KYIV: Russian drones struck infrastructure in the central Ukrainian city of Kryvyi Rih on Wednesday, forcing emergency power blackouts ​for more than 45,000 customers and disrupting heat supplies, military administration head Oleksandr Vilkul said.
“Please fill up on water and charge your devices, if you have the chance. It’s going to be difficult,” Vilkul said on the Telegram ‌messaging app.
Water ‌utility pumping stations ‌switched ⁠to ​generators ‌and water remained in the system, but there could be pressure problems.
The full scale of the attack was not immediately known. There was no comment from Russia about the strike.
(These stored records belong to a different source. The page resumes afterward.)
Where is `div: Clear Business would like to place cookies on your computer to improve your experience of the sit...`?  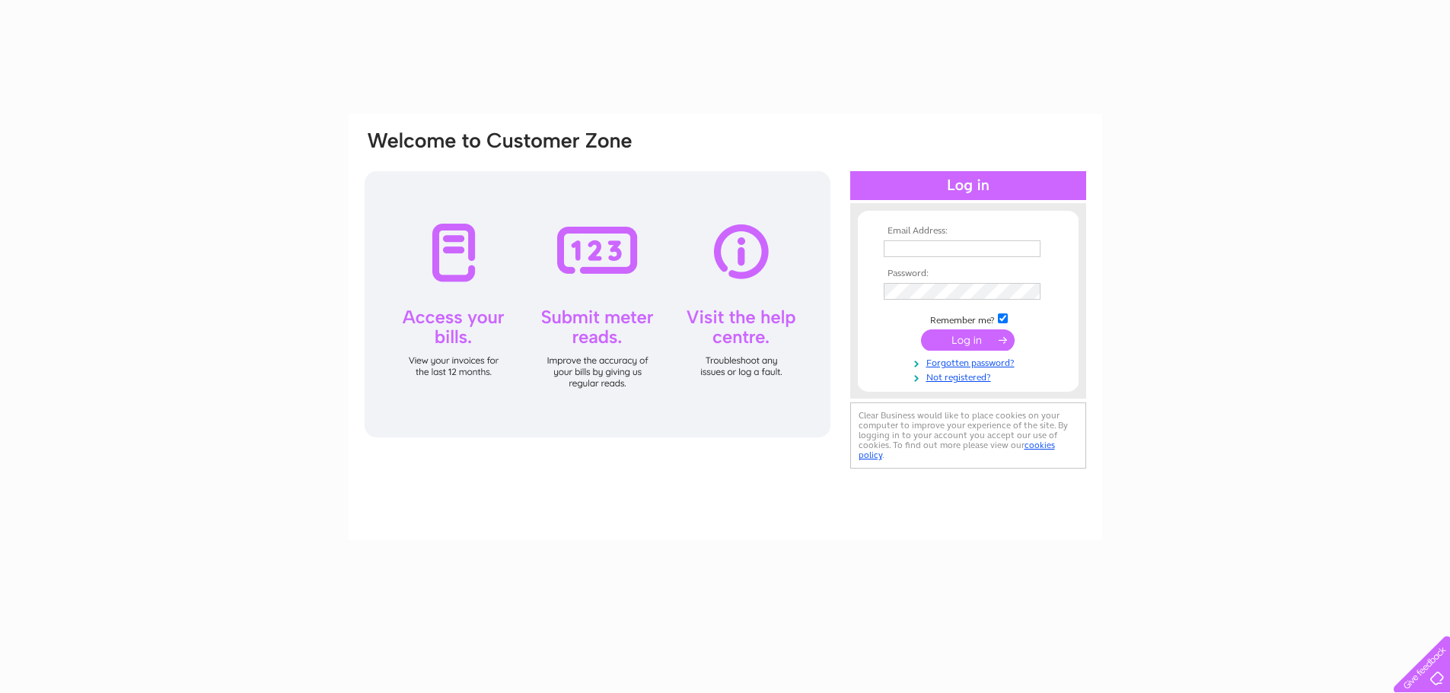 div: Clear Business would like to place cookies on your computer to improve your experience of the sit... is located at coordinates (968, 435).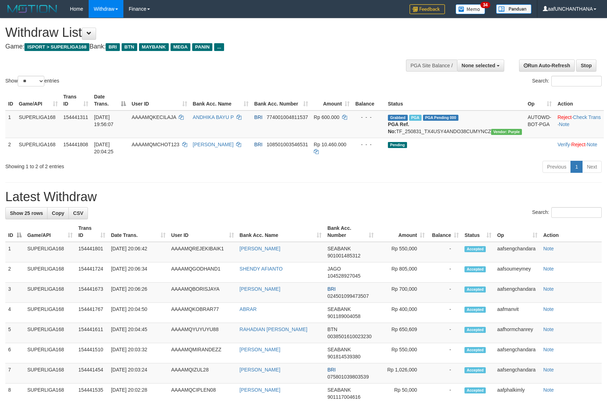 The height and width of the screenshot is (403, 607). What do you see at coordinates (397, 145) in the screenshot?
I see `span: Pending` at bounding box center [397, 145].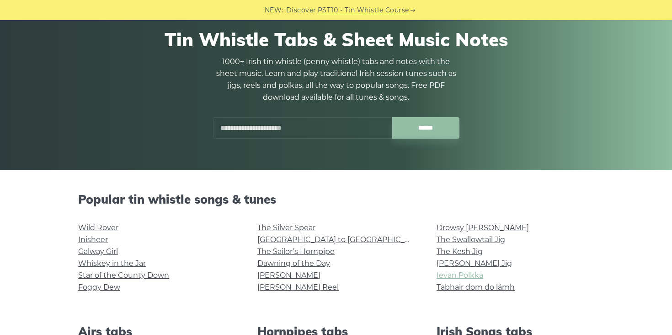 This screenshot has height=335, width=672. I want to click on a: Ievan Polkka, so click(460, 275).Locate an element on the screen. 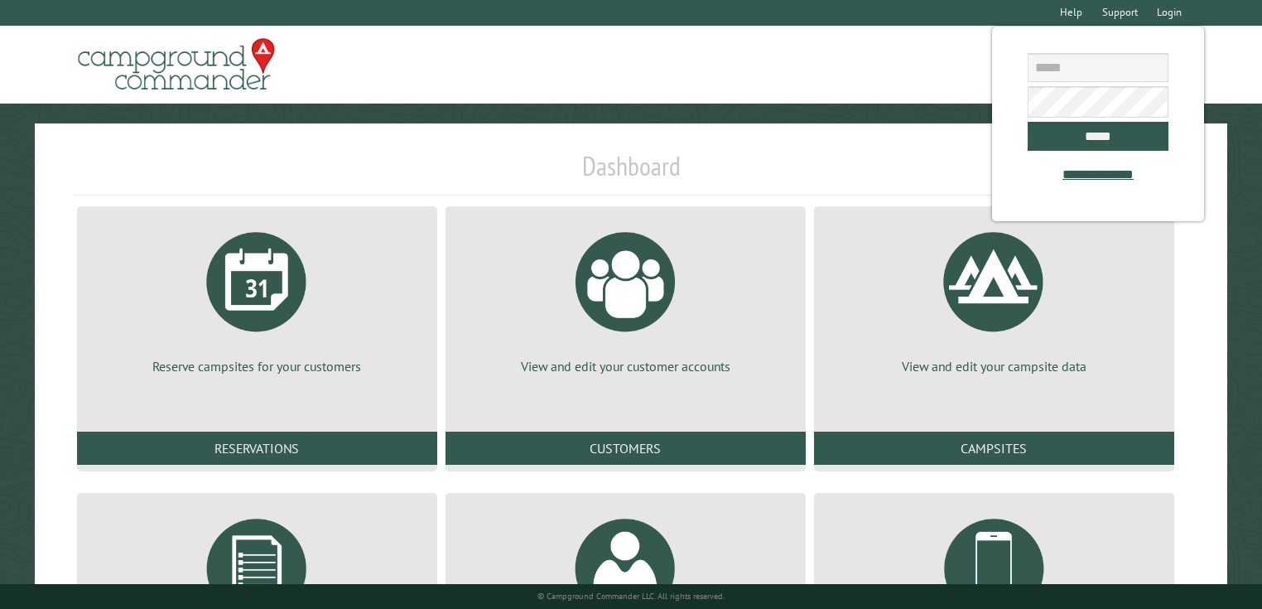 Image resolution: width=1262 pixels, height=609 pixels. p: View and edit your customer accounts is located at coordinates (625, 366).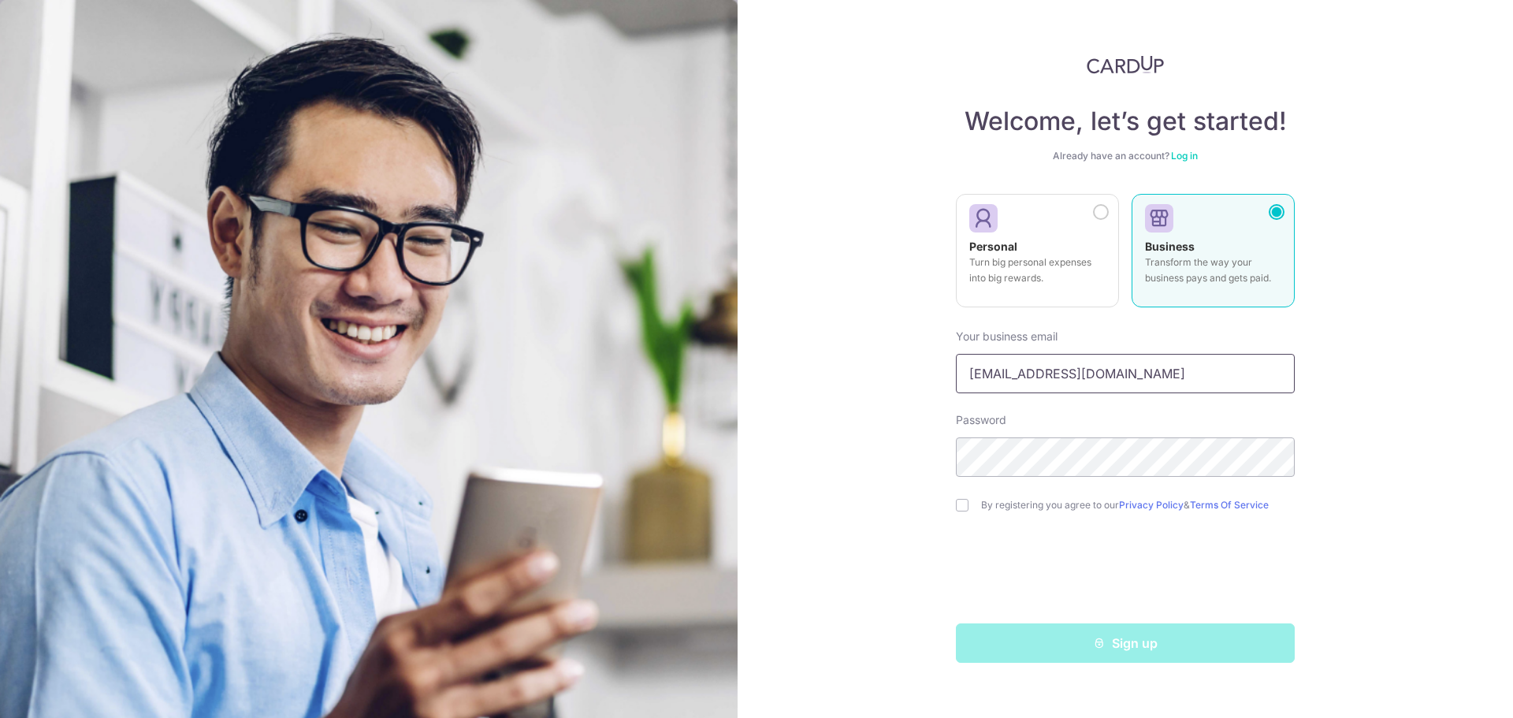 This screenshot has width=1513, height=718. I want to click on input: Enter your Email, so click(1125, 373).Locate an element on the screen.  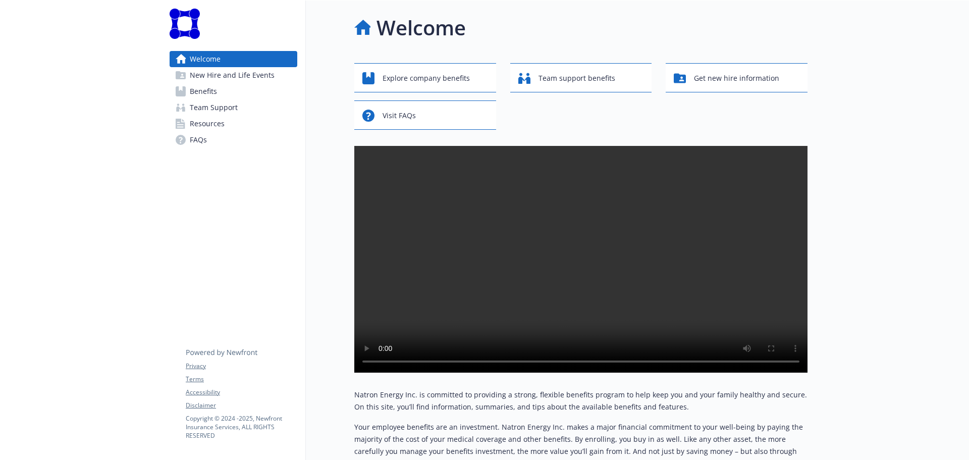
button: Visit FAQs is located at coordinates (425, 115).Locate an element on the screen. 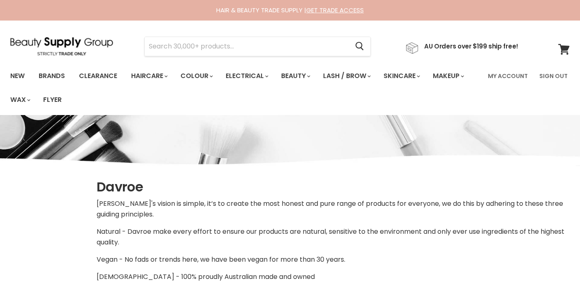 The width and height of the screenshot is (580, 281). a: Wax is located at coordinates (20, 100).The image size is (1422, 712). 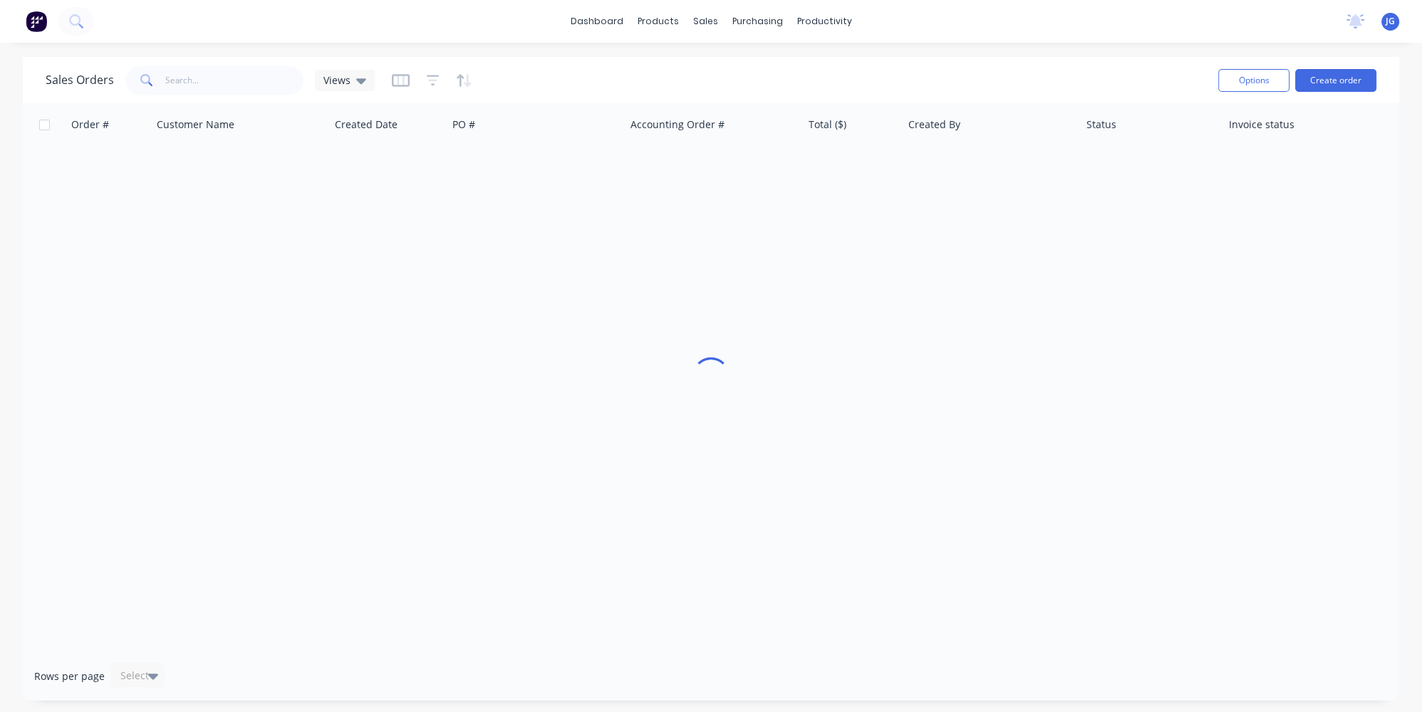 What do you see at coordinates (69, 677) in the screenshot?
I see `span: Rows per page` at bounding box center [69, 677].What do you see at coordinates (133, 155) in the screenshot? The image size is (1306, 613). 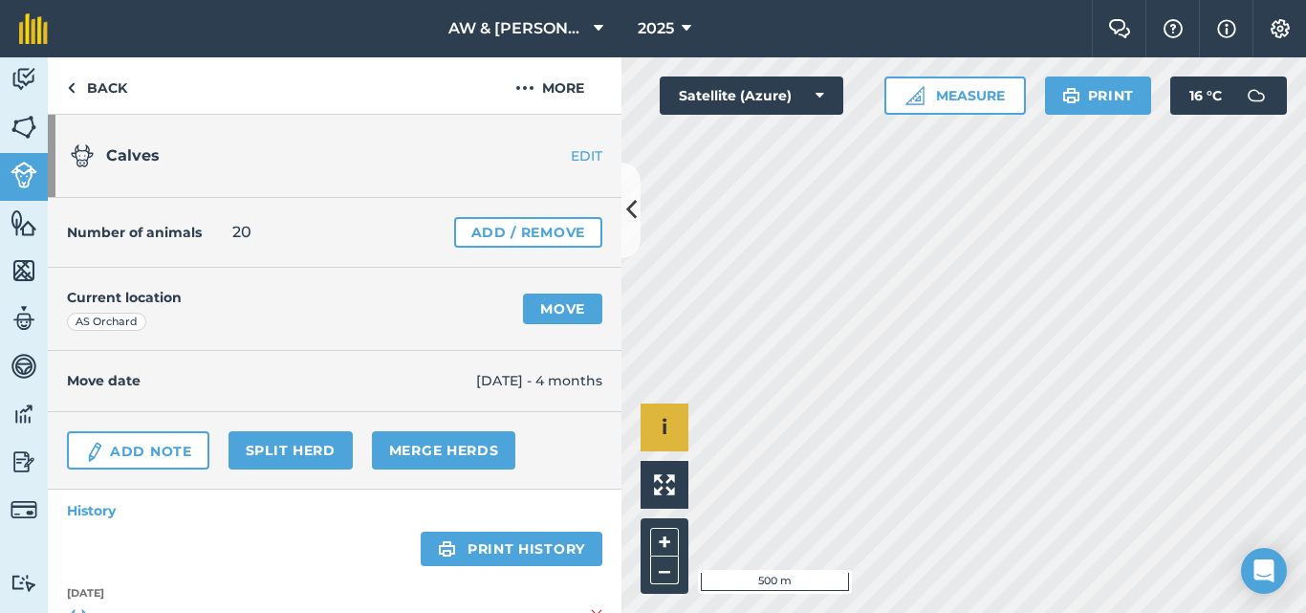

Russia has repeatedly struck Ukraine’s ⁠power plants, substations and transmission lines with missiles and ‌drones, seeking to knock out ‍electricity and heating ‍and hinder industry during the nearly ‍four-year war.
Kyiv says the campaign has forced rolling outages and emergency cuts to cities across the country, as repair crews work under ​fire and Ukraine relies on air defenses and electricity imports to stabilize ⁠the grid.
Kryvyi Rih, a steel-and-mining hub in the Dnipropetrovsk region and President Volodymyr Zelensky’s hometown, has been hit repeatedly, with strikes killing civilians and damaging homes and industry.
The city sits close enough to southern front lines to be within strike range, while its factories, logistics links and workforce make it economically important and ‌a key rear-area center supporting Ukraine’s war effort.